Weekly status update July 18th to 24th

Posted 8 years ago

Hi,
a new small update for this week. This week was a lot about fixing small bugs and testing things on different platforms!

Because of my work on MidiSpanners I found some more bugs with midiAction. It didn't use the right channel. Instead of using the the actual channel number to emit it's Midi Messages it emitted them on the channel relative to the current Instrument. (Meaning a instrument can have multiple channels and midi Actions was using this channel index as the channel number)

After that I noticed that if you don't use JackMidi the channels do not get reinitialized after stopping playback or starting it again. Resulting in wrong playback sound if a MidiAction changed the program of the channel.

Then lasconic noticed some distortion on OS X with the new sample accurate volume envelopes in Fluidsynth. I found that there was a bug in the amplitude increment update method. It did update it one sample to early resulting in wrong end values of the amplitude resulting in endless correction of the amplitude.

For testing I also have now a development setup on OS X. (With the windows setup from last week I'm able to work/test on all three major desktop operating systems)

After all these changes I wanted to find out how things were on ARM (since we changed a lot of values to qreal instead of float - which caused problems on windows (see my post from last week) - and qreal is float on ARM but double on x86) and installed Archlinux ARM on my raspberry pi 2. There are some forum posts saying that playback on the raspberry pi in MuseScore is very sluggish but my experience was that MuseScore actually works quite well on the pi. The playback also works for big scores in MuseScore 2.0.3. I tested the part 1 of Beethoven's 9th symphony (the one I used in a earlier post to demonstrate improvements to Zerberus) and it did play back with just two little dropouts.

Playback with the current master works as well (I did it with a distcc setup to compile the current git version - this was actually quite simple - if you're interested in more details on using MuseScore on the raspberry pi feel free to ask! I'll post more information about it if you like!) but the performance is quite worse than with 2.0.3. This is probably due to the increased accuracy of sample based volume control and dropped optimization - Fluidsynth in 2.0.3 removes voices that are extremely quiet or having a volume of 0 and do not change. Because of the different way volume works now I removed these optimizations. The tests of the raspberry pi showed that it might be worth it to restore them again. Also having more Fluidsynth threads might increase the performance on the RPi 2 since it has 4 cores and just 2 of them are actually used by MuseScore (and as far as I can see just one by Fluidsynth!).

So I have a linux setup, a windows setup, a OS X setup and a RPi setup - so I can test things now on all supported platforms.

Despite all what I wrote here I also worked on the MidiSpanners most functionalty is now implemented. But I like to clean up the code and change some things because I don't like how they implemented right now. All sound stuff is just implemented for Zerberus right now and I want some more GUI to setup things for the SoundBanks. I hope I can do another screencast and show you how awesome it is to work with soundbanks!

Last but not least we started creating a google document containing information on freely available sfz files. (Some are free as in free beer and some are free as in free speech) Have a look here. Once we have enough information we might put it in the manual. Feel free to add comments to the document or in this blog!

The future plan for default soundfonts is starting of with a SFZ version of the current Fluidsynth soundfont and then start replacing things with VSCO because it is CC Zero.


Comments

The last sentence is very interesting. If the default sound library is in SFZ instead of SoundFont format, it seems to me that will require some extra work. The Zerberus synthesizer would need to load something like 200 SFZs at startup, rather than Fluid loading a single SF3 SoundFont, and the instrument list in instruments.xml would have to connect each instrument to its correct sounds in some way other than the current GM mapping. This is what you're thinking of?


== What you need to do ==
Copy each line from the entries that the word "circle" appears in.

[Data under study Boundary: Start]

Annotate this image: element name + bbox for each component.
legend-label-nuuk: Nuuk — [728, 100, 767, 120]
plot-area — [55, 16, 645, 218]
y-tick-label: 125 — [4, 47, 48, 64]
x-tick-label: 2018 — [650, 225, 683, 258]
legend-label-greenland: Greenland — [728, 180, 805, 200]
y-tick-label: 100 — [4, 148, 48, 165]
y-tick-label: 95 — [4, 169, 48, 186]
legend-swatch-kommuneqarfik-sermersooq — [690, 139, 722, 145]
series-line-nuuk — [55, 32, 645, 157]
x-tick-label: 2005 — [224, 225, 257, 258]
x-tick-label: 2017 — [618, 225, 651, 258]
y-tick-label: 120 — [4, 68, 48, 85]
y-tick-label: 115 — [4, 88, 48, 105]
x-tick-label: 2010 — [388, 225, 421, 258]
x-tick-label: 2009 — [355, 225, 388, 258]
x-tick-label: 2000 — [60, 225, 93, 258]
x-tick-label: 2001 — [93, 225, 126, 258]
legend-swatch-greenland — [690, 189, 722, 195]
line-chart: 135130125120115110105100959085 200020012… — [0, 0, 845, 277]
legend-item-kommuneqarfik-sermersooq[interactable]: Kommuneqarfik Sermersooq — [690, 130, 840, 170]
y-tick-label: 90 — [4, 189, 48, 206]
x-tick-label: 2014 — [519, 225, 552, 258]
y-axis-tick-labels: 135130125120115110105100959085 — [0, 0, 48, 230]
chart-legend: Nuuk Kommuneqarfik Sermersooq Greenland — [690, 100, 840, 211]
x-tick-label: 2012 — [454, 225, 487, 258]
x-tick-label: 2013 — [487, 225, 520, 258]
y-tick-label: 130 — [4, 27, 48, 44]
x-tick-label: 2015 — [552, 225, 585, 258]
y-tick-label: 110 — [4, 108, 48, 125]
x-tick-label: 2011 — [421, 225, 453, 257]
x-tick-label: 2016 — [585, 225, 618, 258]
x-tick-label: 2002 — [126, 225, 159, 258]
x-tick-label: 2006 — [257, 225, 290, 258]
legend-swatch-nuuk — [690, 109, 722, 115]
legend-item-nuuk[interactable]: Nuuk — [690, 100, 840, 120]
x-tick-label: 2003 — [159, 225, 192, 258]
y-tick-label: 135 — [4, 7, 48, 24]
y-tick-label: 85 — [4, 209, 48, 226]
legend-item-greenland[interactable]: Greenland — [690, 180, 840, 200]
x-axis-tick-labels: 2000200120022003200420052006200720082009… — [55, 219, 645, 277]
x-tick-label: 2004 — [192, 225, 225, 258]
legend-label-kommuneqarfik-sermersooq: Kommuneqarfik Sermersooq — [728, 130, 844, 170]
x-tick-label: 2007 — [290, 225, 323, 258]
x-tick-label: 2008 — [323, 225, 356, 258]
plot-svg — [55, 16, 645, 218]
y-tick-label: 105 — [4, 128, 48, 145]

[Data under study Boundary: End]
[Data under study Boundary: Start]

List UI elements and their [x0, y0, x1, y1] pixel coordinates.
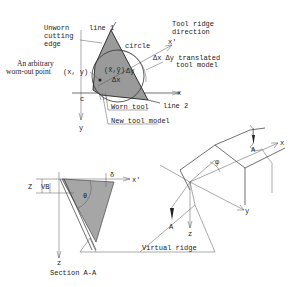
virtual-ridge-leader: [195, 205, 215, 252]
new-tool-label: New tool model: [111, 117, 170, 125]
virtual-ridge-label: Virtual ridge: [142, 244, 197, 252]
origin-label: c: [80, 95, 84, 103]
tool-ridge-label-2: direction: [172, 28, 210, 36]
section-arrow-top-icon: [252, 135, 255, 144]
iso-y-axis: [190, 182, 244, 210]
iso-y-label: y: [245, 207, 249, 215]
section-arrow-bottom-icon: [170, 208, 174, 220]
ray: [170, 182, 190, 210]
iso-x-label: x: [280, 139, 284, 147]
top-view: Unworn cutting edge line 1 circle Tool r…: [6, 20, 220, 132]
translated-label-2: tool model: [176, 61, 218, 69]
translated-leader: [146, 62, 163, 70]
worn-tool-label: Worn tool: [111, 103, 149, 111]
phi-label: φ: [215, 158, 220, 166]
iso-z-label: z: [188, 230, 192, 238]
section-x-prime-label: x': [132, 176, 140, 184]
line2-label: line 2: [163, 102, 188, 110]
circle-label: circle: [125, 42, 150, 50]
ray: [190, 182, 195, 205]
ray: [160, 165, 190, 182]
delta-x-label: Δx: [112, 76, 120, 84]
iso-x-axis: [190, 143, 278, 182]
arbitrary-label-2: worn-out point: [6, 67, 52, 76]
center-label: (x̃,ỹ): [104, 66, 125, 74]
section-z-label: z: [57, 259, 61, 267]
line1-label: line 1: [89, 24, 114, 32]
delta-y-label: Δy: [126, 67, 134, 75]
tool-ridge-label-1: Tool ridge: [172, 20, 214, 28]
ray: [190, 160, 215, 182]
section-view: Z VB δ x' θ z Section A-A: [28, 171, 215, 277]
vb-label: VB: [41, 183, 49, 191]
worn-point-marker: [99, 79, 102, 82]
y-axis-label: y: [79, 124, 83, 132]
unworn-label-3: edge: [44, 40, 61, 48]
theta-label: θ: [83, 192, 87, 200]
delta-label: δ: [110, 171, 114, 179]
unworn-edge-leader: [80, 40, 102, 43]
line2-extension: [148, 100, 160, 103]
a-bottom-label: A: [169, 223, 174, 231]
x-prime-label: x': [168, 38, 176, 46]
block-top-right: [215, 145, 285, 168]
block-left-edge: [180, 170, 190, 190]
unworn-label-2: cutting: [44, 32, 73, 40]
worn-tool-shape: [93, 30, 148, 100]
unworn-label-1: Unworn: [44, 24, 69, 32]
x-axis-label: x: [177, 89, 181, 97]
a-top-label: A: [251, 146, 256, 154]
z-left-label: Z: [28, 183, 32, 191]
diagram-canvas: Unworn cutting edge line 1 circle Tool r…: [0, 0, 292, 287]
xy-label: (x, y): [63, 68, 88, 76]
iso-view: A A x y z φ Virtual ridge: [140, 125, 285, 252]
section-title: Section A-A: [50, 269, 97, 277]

[Data under study Boundary: End]

== Task solution ==
top-view: Unworn cutting edge line 1 circle Tool r…: [6, 20, 220, 132]
circle-label: circle: [125, 42, 150, 50]
diagram-canvas: Unworn cutting edge line 1 circle Tool r…: [0, 0, 292, 287]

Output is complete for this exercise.